The future: AI that understands like a seasoned team member
Ultimately, the goal of a context engine is to make AI-generated code indistinguishable from that written by a long-tenured, expert member of the team. By distilling knowledge of who knows what, enabling reasoning across diverse data sources, and understanding organizational intent and roadmaps, context engines empower AI agents to produce outputs that are not only technically sound but also aligned with the business's strategic goals. Every pull request reviewed or code generated should reflect the deep understanding and judgment of the organization's best engineers, moving AI from a code-generating tool to an invaluable, context-aware team member.
Mentioned in This Episode
●Software & Apps
●Companies
●Concepts
●People Referenced
Building and Using a Context Engine: Dos and Don'ts
Practical takeaways from this episode
Do This
Avoid This
Context Engine Performance Comparison
Data extracted from this episode
| Feature | With Unblocked Context Engine | Without Context Engine |
|---|---|---|
| Token Cost | 10 million | 21 million |
| Task Completion Time | 25 minutes | 2 hours 32 minutes |
| Code Quality Outcome | Passed quality bars, would not break systems | Failed quality bars, broke systems |
Common Questions
A context engine is a system that provides AI agents with all the necessary business context to accomplish their tasks. It allows agents to ask questions of a comprehensive knowledge base, understand the organization's workings, and make informed decisions.
Topics
Mentioned in this video
An issue tracking tool mentioned as an example of a system an AI agent can relate to, alongside Notion docs and pull requests, to reason across different data sources.
A note-taking application mentioned as an example of personal productivity tool for curating context, but not scalable for teams due to static nature.
A more advanced AI model of which there was a 'reckoning' in December, enabling more techniques and team-level progress in AI adoption.
A large language model mentioned as an example of an AI agent that can make incorrect decisions without proper context, requiring correction from developers.
A diagramming and charting tool. The AI attempted to generate a Mermaid diagram in the demo, but it was not rendered.
An environment used to run the repo rules agent, demonstrating its functionality in assessing codebase rules.
A company mentioned as an example of an AI-forward team leveraging context engines with their 'minions'.
A platform for code hosting and version control, mentioned as a potential integration point for code review bots.

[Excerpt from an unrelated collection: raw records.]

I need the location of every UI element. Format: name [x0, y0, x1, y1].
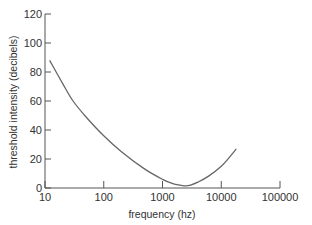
x-tick-label: 100000	[262, 191, 299, 203]
axes	[45, 14, 280, 188]
y-tick-label: 60	[30, 95, 42, 107]
x-tick-label: 1000	[150, 191, 174, 203]
y-tick-label: 40	[30, 124, 42, 136]
x-tick-label: 10	[39, 191, 51, 203]
x-tick-label: 100	[95, 191, 113, 203]
y-tick-label: 80	[30, 66, 42, 78]
y-tick-label: 20	[30, 153, 42, 165]
y-tick-label: 100	[24, 37, 42, 49]
threshold-curve	[50, 60, 237, 185]
x-axis-label: frequency (hz)	[128, 208, 195, 220]
x-axis-ticks: 10100100010000100000	[39, 181, 298, 203]
y-tick-label: 120	[24, 8, 42, 20]
y-axis-label: threshold intensity (decibels)	[7, 35, 19, 168]
x-tick-label: 10000	[206, 191, 237, 203]
threshold-chart: 020406080100120 10100100010000100000 fre…	[0, 0, 312, 225]
y-axis-ticks: 020406080100120	[24, 8, 51, 194]
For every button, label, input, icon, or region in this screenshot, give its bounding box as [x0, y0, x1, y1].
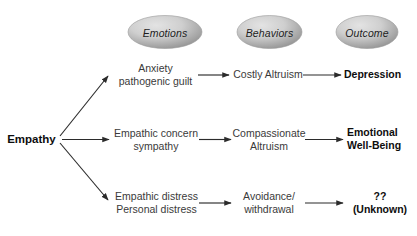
node-row2-emotion-line1: Empathic concern: [113, 127, 199, 140]
node-row2-emotion-line2: sympathy: [113, 140, 199, 153]
node-row3-emotion-line1: Empathic distress: [113, 190, 200, 203]
outcome-pill-shape: [336, 16, 398, 49]
node-empathy-root-label: Empathy: [4, 133, 59, 146]
node-row1-emotion-line1: Anxiety: [113, 62, 198, 75]
node-row2-behavior: Compassionate Altruism: [232, 127, 306, 152]
node-row1-behavior: Costly Altruism: [232, 68, 304, 81]
node-row3-behavior: Avoidance/ withdrawal: [234, 190, 304, 215]
node-row3-outcome: ?? (Unknown): [346, 190, 414, 215]
behaviors-pill-shape: [237, 16, 302, 49]
arrow-empathy-to-row3: [60, 143, 108, 200]
node-row1-emotion-line2: pathogenic guilt: [113, 75, 198, 88]
emotions-pill-shape: [128, 16, 202, 49]
node-row1-outcome-line1: Depression: [344, 68, 412, 81]
node-row3-emotion-line2: Personal distress: [113, 203, 200, 216]
arrow-empathy-to-row1: [60, 76, 108, 136]
node-row2-outcome-line1: Emotional: [347, 126, 417, 139]
node-row3-outcome-line1: ??: [346, 190, 414, 203]
node-row2-emotion: Empathic concern sympathy: [113, 127, 199, 152]
node-row2-behavior-line1: Compassionate: [232, 127, 306, 140]
node-row1-emotion: Anxiety pathogenic guilt: [113, 62, 198, 87]
node-row2-outcome-line2: Well-Being: [347, 139, 417, 152]
node-row3-behavior-line1: Avoidance/: [234, 190, 304, 203]
node-row3-behavior-line2: withdrawal: [234, 203, 304, 216]
node-row1-outcome: Depression: [344, 68, 412, 81]
node-row2-outcome: Emotional Well-Being: [347, 126, 417, 151]
node-row3-outcome-line2: (Unknown): [346, 203, 414, 216]
empathy-flow-diagram: Emotions Behaviors Outcome Empathy Anxie…: [0, 0, 417, 236]
node-row2-behavior-line2: Altruism: [232, 140, 306, 153]
node-row3-emotion: Empathic distress Personal distress: [113, 190, 200, 215]
node-empathy-root: Empathy: [4, 133, 59, 146]
node-row1-behavior-line1: Costly Altruism: [232, 68, 304, 81]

A platform for code hosting and version control, mentioned as a source of data for building social graphs and a subject for the repo rules agent.
A company mentioned alongside Stripe and Ramp as an example of an AI-forward team using context engines.
A company mentioned alongside Stripe as an example of an AI-forward team using context engines.
The company presenting the context engine solution, offering open-source tools and paid services to build and leverage AI agents effectively.